This is of course, possible. When you create an application in Twitter, they give you your own authentication tokens for you to use immediately, as a convenience.
Use the access token string as your "oauth_token" and the access token secret as your "oauth_token_secret" to sign requests with your own Twitter account. Do not share your oauth_token_secret with anyone.

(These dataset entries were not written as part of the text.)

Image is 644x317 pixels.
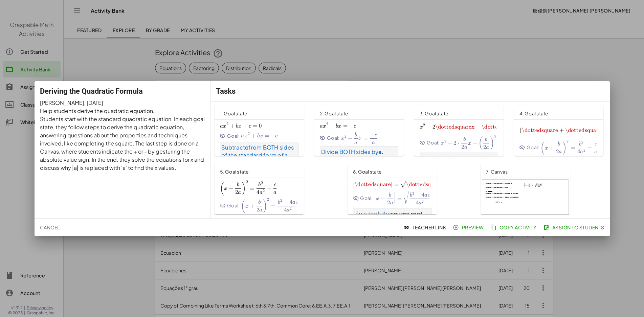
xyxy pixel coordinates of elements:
span: \dottedsquare [354,181,391,188]
span: ​ [298,199,299,208]
span: Subtract [221,144,245,151]
span: 2 [326,121,328,126]
span: Divide BOTH sides by [321,148,378,155]
span: x [244,133,248,139]
span: = [397,195,402,202]
span: x [376,196,379,202]
span: ( [478,137,482,150]
span: 2 [483,144,486,150]
i: Goal State is hidden. [320,135,326,141]
i: Goal State is hidden. [220,133,226,139]
span: b [236,123,238,129]
span: ​ [431,191,432,201]
span: 2 [246,180,248,184]
span: 2 [226,121,228,126]
span: Goal: [353,191,372,206]
span: , [DATE] [84,99,103,107]
span: 2 [494,134,496,139]
span: ​ [597,144,598,150]
span: ∣ [391,181,393,188]
span: − [267,185,272,192]
span: c [275,133,277,139]
span: b [336,123,338,129]
span: \dottedsquare [481,123,517,130]
span: 4 [284,206,287,213]
span: ​ [586,141,586,149]
span: + [448,140,452,146]
span: 4 [577,148,580,155]
span: ​ [376,192,377,201]
span: 5. Goal state [220,169,249,175]
span: a [486,145,489,150]
span: a [292,200,295,205]
span: ​ [393,192,394,201]
span: x [544,146,548,151]
span: ( [241,199,245,213]
span: + [250,203,254,210]
span: 2 [280,198,282,203]
span: ​ [276,184,277,190]
a: 2. Goal stateGoal:Divide BOTH sides bya. Then show the middle term as a coefficient times x. [314,106,406,156]
span: a [320,123,323,129]
span: a [390,201,393,206]
a: 4. Goal stateGoal: [514,106,606,156]
span: 4 [290,199,292,206]
span: x [223,123,226,129]
span: ​ [467,137,468,145]
span: 2 [556,148,558,155]
span: 2 [235,189,238,196]
span: a [418,201,421,206]
span: c [249,123,251,129]
i: Goal State is hidden. [519,144,526,150]
span: 2 [256,206,259,213]
span: b [258,182,260,187]
span: Teacher Link [405,224,446,231]
span: b [579,141,581,147]
span: 2 [444,139,446,144]
i: Goal State is hidden. [353,195,359,201]
span: 2. Goal state [320,110,348,116]
span: x [340,136,344,141]
span: = [363,135,368,142]
span: ​ [395,192,396,201]
a: 3. Goal stateGoal:Complete the squareby replacing each box with half of the coefficient of the x ... [414,106,505,156]
span: Goal: [220,132,240,139]
span: 2 [261,180,263,185]
button: Cancel [37,222,63,233]
span: + [473,140,477,146]
span: c [274,182,276,187]
span: x [359,136,361,141]
span: ( [540,141,544,155]
span: − [349,123,354,130]
span: b [388,192,391,198]
span: 2 [461,144,464,150]
span: 2 [423,123,425,127]
span: + [243,123,247,130]
span: from BOTH sides of the standard form of a general quadratic equation. [221,144,296,167]
span: + [230,123,235,130]
span: + [228,185,233,192]
span: c [375,132,377,138]
span: 2 [345,134,347,139]
span: x [224,186,228,192]
button: Copy Activity [489,222,539,233]
span: x [323,123,326,129]
button: Assign to Students [542,222,606,233]
span: 2 [581,140,583,144]
span: ( [519,127,521,134]
i: Goal State is hidden. [220,203,226,209]
span: c [595,141,597,147]
a: 5. Goal stateGoal: [214,164,339,215]
span: ​ [489,137,490,145]
button: Teacher Link [402,222,448,233]
span: b [354,132,357,138]
strong: c [245,144,249,151]
span: 2 [267,197,269,202]
span: 3. Goal state [420,110,448,116]
span: + [330,123,334,130]
span: x [238,123,242,129]
span: 6. Goal state [353,169,382,175]
span: 7. Canvas [486,169,508,175]
span: [PERSON_NAME] [40,99,84,107]
span: ) [242,182,246,196]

To get keys for other accounts for the same application, you need to request more keys for each account. This is described in detail here: https://dev.twitter.com/docs/auth/obtaining-access-tokens
Since it sounds like you're going to be doing the authorization yourself, the simpler PIN-based approach should probably be used.
You're using twython
, obtaining these can be done using the library: https://twython.readthedocs.org/en/latest/usage/starting_out.html#authentication
get_authentication_tokens
and get_authorized_tokens
are the methods you're looking for.
from twython import Twython
import sys
APP_KEY = 'coN_kEY_123456789'
APP_SECRET = 'cOn_sEcr3t_123456789'
twitter = Twython( APP_KEY, APP_SECRET )
auth = twitter.get_authentication_tokens()

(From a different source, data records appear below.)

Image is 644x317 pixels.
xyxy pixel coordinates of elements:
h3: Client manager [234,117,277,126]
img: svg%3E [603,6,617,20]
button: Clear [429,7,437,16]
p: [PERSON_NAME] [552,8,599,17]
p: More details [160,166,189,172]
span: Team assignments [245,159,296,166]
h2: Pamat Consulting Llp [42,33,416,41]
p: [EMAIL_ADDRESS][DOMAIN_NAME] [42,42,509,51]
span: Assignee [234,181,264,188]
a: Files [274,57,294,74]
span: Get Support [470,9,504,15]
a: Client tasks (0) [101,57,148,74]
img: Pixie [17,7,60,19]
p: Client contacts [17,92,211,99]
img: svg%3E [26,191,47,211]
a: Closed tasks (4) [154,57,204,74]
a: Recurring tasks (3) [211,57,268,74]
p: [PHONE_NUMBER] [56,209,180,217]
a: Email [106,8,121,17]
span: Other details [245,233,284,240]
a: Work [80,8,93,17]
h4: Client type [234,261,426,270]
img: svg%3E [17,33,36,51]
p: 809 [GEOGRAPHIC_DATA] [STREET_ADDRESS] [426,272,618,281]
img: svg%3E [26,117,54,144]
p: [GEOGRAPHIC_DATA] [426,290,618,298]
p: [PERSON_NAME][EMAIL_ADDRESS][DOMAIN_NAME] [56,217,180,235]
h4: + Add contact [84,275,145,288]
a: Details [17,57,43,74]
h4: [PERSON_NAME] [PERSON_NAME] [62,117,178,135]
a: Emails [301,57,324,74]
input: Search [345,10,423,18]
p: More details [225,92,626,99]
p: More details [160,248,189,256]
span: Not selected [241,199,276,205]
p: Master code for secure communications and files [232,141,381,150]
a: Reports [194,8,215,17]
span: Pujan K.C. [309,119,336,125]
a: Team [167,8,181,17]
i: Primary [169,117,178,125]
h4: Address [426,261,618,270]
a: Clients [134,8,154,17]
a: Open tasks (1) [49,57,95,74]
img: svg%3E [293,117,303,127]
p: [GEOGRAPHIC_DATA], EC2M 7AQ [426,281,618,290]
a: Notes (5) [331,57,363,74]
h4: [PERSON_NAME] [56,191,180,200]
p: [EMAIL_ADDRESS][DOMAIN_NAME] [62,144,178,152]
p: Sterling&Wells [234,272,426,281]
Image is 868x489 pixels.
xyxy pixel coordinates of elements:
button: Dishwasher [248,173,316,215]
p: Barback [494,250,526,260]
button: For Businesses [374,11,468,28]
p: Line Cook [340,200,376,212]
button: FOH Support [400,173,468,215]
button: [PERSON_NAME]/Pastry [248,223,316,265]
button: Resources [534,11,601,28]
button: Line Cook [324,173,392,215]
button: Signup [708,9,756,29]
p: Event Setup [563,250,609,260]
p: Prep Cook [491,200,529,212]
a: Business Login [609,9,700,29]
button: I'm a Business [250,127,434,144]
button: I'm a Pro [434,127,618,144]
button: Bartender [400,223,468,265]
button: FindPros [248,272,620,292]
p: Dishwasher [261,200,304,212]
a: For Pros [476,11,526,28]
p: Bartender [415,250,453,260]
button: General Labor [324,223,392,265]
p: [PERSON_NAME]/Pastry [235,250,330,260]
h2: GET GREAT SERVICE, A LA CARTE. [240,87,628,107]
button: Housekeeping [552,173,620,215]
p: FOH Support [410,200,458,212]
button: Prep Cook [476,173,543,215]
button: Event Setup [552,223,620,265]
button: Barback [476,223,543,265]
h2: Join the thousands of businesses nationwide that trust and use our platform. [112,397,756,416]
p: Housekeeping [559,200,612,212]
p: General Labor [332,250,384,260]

print( 'Visit %s and enter your PIN: ' % auth.get( 'auth_url' ) ),
pin = sys.stdin.readline().strip()
twitter = Twython( APP_KEY, APP_SECRET, auth.get( 'oauth_token' ), auth.get( 'oauth_token_secret' ) )
tokens = twitter.get_authorized_tokens( pin )

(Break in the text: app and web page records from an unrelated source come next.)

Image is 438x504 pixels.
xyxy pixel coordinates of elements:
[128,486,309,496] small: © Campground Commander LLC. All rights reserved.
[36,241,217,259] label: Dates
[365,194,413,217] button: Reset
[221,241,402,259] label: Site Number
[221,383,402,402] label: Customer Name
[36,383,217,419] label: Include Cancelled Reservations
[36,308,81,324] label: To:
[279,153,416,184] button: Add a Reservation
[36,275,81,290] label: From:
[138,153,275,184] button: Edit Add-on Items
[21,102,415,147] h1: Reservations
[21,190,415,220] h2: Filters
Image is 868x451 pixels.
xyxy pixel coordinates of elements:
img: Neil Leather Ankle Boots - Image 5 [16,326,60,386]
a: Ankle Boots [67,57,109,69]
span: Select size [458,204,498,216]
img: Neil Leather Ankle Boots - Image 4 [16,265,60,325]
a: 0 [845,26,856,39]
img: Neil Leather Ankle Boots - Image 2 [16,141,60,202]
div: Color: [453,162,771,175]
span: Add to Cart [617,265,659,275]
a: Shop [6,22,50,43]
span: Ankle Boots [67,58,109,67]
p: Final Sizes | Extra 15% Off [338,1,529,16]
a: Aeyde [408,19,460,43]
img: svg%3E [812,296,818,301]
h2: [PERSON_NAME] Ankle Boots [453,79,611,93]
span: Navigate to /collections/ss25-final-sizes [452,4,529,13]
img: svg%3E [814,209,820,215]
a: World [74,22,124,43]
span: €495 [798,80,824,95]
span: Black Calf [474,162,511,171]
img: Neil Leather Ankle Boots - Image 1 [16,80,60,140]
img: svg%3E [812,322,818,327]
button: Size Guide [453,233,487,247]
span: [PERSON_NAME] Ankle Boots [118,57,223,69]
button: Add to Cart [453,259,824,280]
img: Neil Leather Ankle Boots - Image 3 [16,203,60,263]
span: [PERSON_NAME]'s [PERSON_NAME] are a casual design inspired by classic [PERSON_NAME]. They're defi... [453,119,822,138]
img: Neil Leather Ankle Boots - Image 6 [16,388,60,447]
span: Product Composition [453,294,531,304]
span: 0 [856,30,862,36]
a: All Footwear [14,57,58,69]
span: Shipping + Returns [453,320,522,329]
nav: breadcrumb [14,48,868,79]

print( 'OAUTH_TOKEN: %s' % tokens.get( 'oauth_token' ) )
print( 'OAUTH_TOKEN_SECRET: %s' % tokens.get( 'oauth_token_secret' ) )
Store OAUTH_TOKEN
and OAUTH_TOKEN_SECRET
some place safe and reuse at will. Also, make sure you authorize the correct account when visiting the URL and getting the PIN.
All your API calls will be made on bahalf the account that authorized access via the tokens and your via
line will be your original application. Use the appropriate tokens for each account you'd like to tweet from, it's not possible to mix and match.